Jacinta Hin was born in the Netherlands, and has been living in Japan since 1989. She works in the field of human resources and personal coaching.
I have not participated in a demonstration for over 30 years, nor in any other form of active social engagement. Over the past decades, the closest I have come to any form of protest was the occasional opinion shared over the dinner table or a glass of wine with friends, mostly for entertainment or for the purpose of honing my debating skills.
And even when the initial post 3/11 anti-nuclear demonstrations in Japan started to gain ground, I joined once or twice only, when nothing else was on my schedule and an enthusiastic friend would take the lead in getting a group together.
But then the Tokyo Friday protests against the restart of the Oi Nuclear Plant started and something changed for me.
I now have it on my weekly agenda and everything else makes place for the time and place. Fed up with my own half-hearted engagement, one Friday evening I just went by myself, which, for the rather shy person that I am, not really at ease in groups and crowds, took a little courage.
That first Friday, some weeks ago, standing alone in the rain among my fellow protesters, reluctantly joining the peaceful shouting, something shifted for me. I was no longer voicing my opinion. I was uniting my voice with those of thousands of others.
I also felt it really mattered that I was there. If all of us would just continue to show up every week, eventually we would be heard. Eventually it would catch some influential media’s attention and make some important politician’s agenda (and it did!). More importantly, we would touch other people’s hearts, encouraging them to join, the same way I had been touched and been inspired to stand up and be counted, and the movement would grow, or lead to the next thing, and make a difference.
Looking around I realized I was not the only amateur protester. A lot of people, many of whom like me who had come alone, looked as if they were first-timers, whispering rather than shouting, slowly getting used to the routine. Protest newbies who had been propelled to come out on a rainy Friday for a reason probably similar to mine.
I think many of us in Japan are not only angry (and overwhelmed) with what has happened in Fukushima and establishment’s – government and old-school industry – decisions and style of handling things. We are also angry with ourselves for having been so blissfully ignorant all those years of comfortable welfare. And tired of feeling powerless, overwhelmed and believing that we cannot change anything anyway. We are at a turning point, not necessarily as individuals (although many people here in Japan are) but as a society. We realize that we belong to a bigger group, not just our core family. And the group, our fellow Japanese and, for some (like me), the world en large, is asking us to speak up for nothing less than a fundament of our world.

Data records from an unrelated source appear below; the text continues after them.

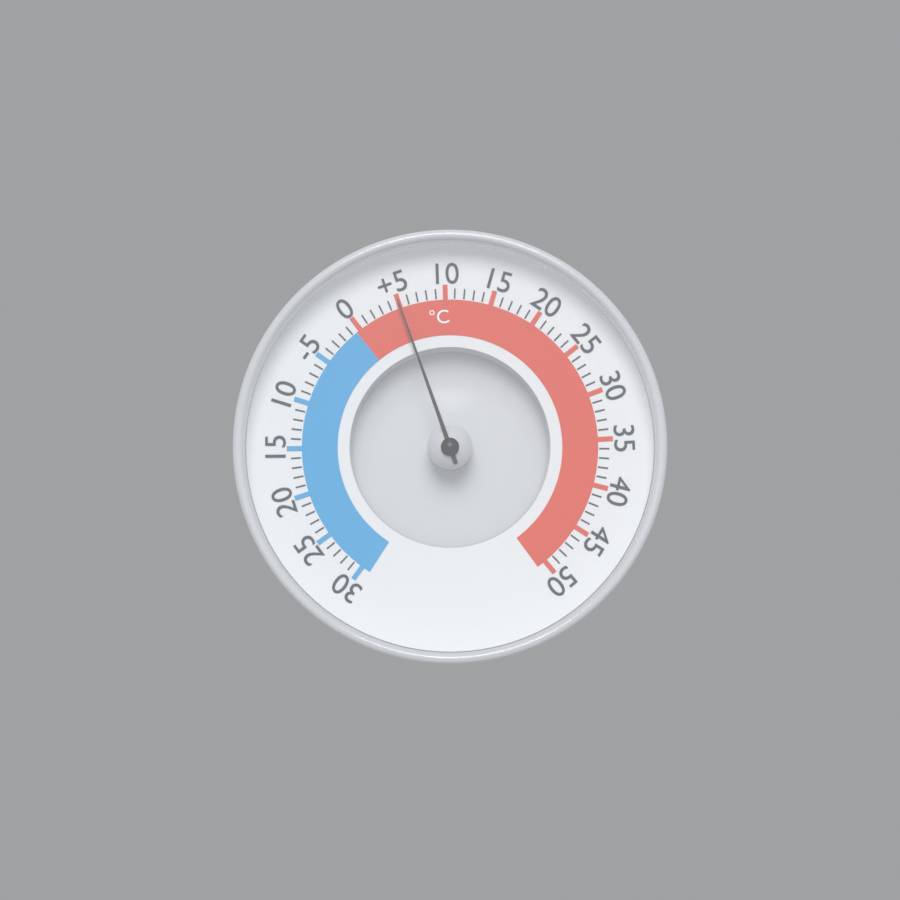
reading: 5 °C
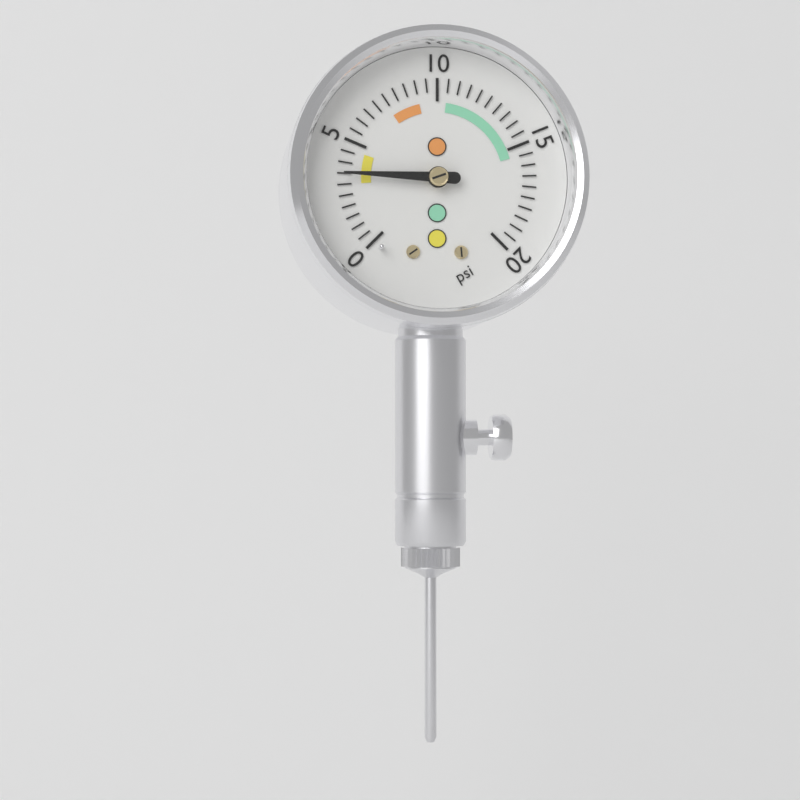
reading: 3.5 psi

The lines we keep repeating at the Friday demonstrations sum it all up. We want our fields back, we want our food back, and we want Fukushima back (the way it was). We want to protect life, and we want to protect our children. We don’t need nuclear energy and we are against the restart of Oi and any nuclear plant.
Our message in the end,really is as simple as that. You can make it as complex as you want, but in its essence it is really simple. How do we want to live? What do we want our common ground to be? What is most important? To bring debate back to core questions that simplify perspective and can help any individual, government officials and TEPCO executives included, regain clarity on what really matters most. At least that is what I choose to believe.

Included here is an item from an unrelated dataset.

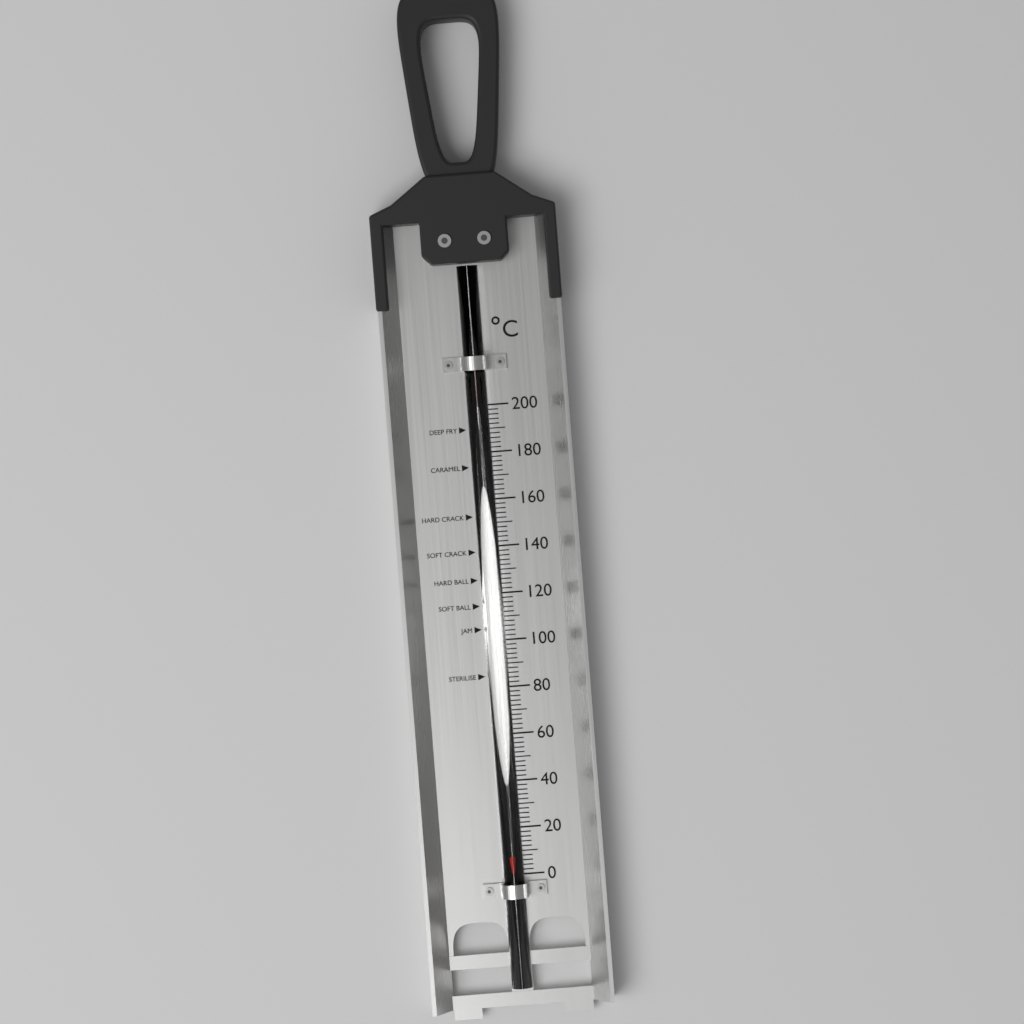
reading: 10 °C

At the Friday protests (and all the post 3/11 protests and anti-nuclear initiatives) we are asking for a renewed outlook on safe living and proposing a new starting point for decision-making. We are asking people, country leaders and citizens alike, to find it in themselves to stand up for something larger than mere self-interest.
And that is why we are there, every Friday, rain or no rain. To speak, from the heart, about how we want life to be, not just for ourselves but for everyone.

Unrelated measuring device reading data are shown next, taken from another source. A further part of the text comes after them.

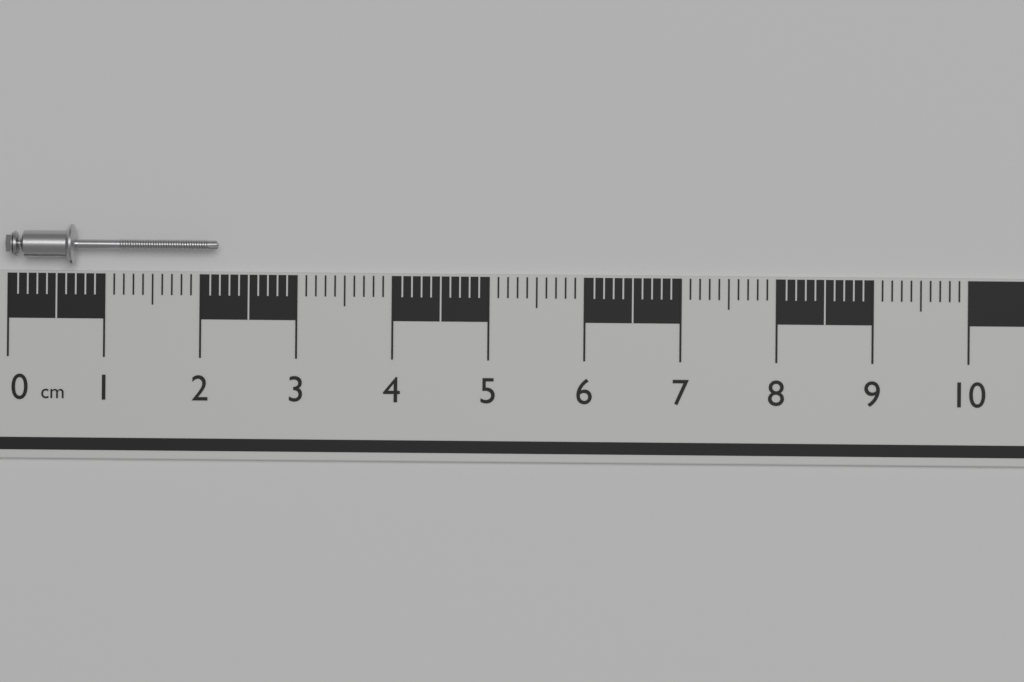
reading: 2.2 cm
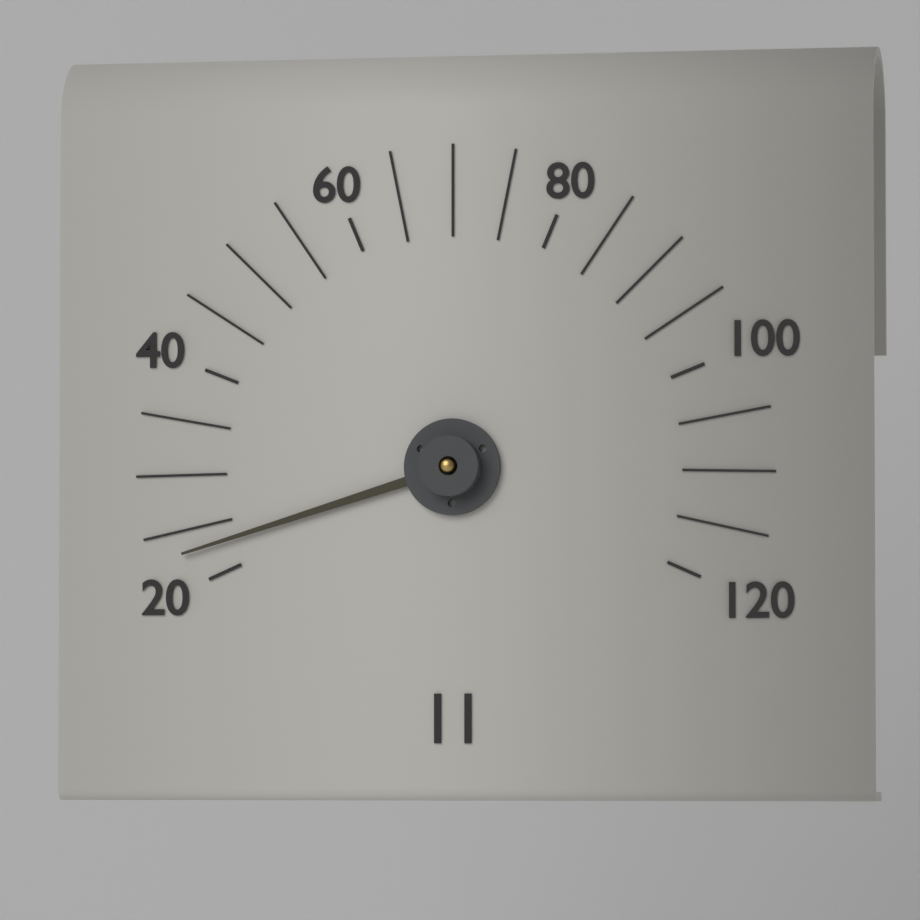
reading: 23 (no unit)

For me, the Friday protests are a movement of the heart. We are not a bunch of angry people enjoying the thrill of a mass demonstration. We are simply regular people who are finding and expressing their voice. Many of us have never have participated in group protests. We are Japanese, foreign residents, parents, grandparents, teenagers, young adolescents, business people and so on.
Regular folks, from all walks of life, who are learning that our voice matters and that we can make a difference, especially when we unite in the name of past, present and future.